AccessMyLibrary    Browse    C    Comparative Drama    The bride wielded a razor: images of women on the blackface stage of James McIntyre and Thomas Heath.

The bride wielded a razor: images of women on the blackface stage of James McIntyre and Thomas Heath.

Publication: Comparative Drama

Publication Date: 22-DEC-06

Author: Pasternack, Leslie
How to access the full article: Free access to all articles is available courtesy of your local library. To access the full article click the "See the full article" button below. You will need your US library barcode or password.

Bookmark this article

Print this article

Link to this article

Email this article

Digg It!

Add to del.icio.us

RSS

COPYRIGHT 2006 www.wmich.edu/compdr

A newspaper advertisement for James McIntyre and Thomas Heaths 1919 musical play Hello, Alexander! describes it as a "Gorgeous Musical

Extravaganza" featuring "50 Talented Singing and Dancing Broadway Beauties" The advertisement contains only one, hand-drawn image: a chorine performs a high kick, one lifted arm partially overlapping the name of "McIntyre" with the tip of her outstretched dancing shoe almost grazing the underside of the e. The chorine's costume exposes long, shapely legs, and apparently bare arms, shoulders, throat and decolletage, topped by diminutive facial features. (1) To look at this image and the descriptive text, one would think that the focal point of Hello, Alexander! was a collection of pretty white girls presenting the slightly risque leg show of early twentieth-century popular theater. This assumption is half correct, for the chorus girls strongly appealed to the predominantly white, male, middle-class audiences of vaudeville. McIntyre and Heath needed this appeal because the true centerpiece of their decades-old act--blackface minstrelsy--was losing popularity quickly. The "Alexander" of the play's title was the same blackface character who had first appeared, with his partner "Henry" during the 1870s.

McIntyre and Heaths introduction of white chorus girls to their blackface act was symptomatic of the decline of minstrelsy; it also provides an entry into an interrogation of the blackface duos career-long play on race and gender. McIntyre and Heaths long career began during the height of blackface minstrelsy, ran through the glory days of Tony Pastor's variety, and survived into the roaring 1920s environment of vaudeville and burlesque, requiring the duo to adapt to changing theatrical conventions. Although the delineations of Henry and Alexander remained the chief attraction of their act, McIntyre and Heath developed spectacular framing devices for these characters by incorporating supporting players and large female choruses. These dazzling elements layered new objects of humor and desire upon the established racial foundation of minstrelsy. (2)

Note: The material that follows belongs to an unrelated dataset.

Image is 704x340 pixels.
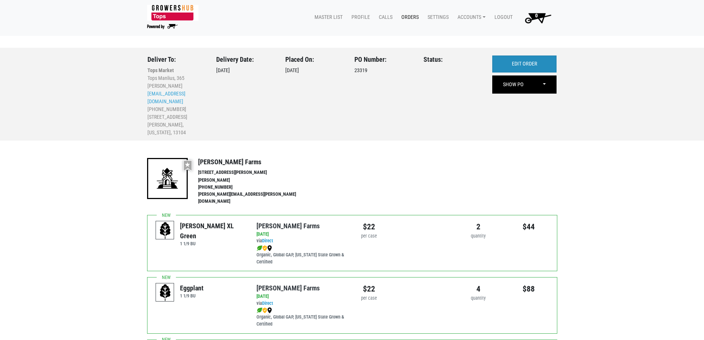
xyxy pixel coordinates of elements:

Although their partnership was extremely productive, McIntyre and Heath have attracted little attention in recent scholarship. Their act is noted in such anecdotal histories as Douglas Gilbert's 1940 volume American Vaudeville, (3) but Henry and Alexander have not figured into theoretical analyses of blackface minstrelsy. In this essay, I will first describe the core elements of the Henry/Alexander stage relationship; then I will explore the addition of feminine elements to the act, and the reflections that gender make upon the central racial impersonations. The changing images of femininity in the work of McIntyre and Heath--from the grotesque blackface "gar" to the mechanized white sex object--create a link between the oldest blackface traditions and the commodification of race and sexuality in the twentieth century. In both blackface stereotypes and idealized white dancing choruses, white, male theatrical artists projected an illusion of knowledge, even intimacy, with the bodies of people-African Americans and white women--who held inferior social positions. McIntyre and Heath used this process to assert and confirm their performative authority, which translated into decades of ticket sales.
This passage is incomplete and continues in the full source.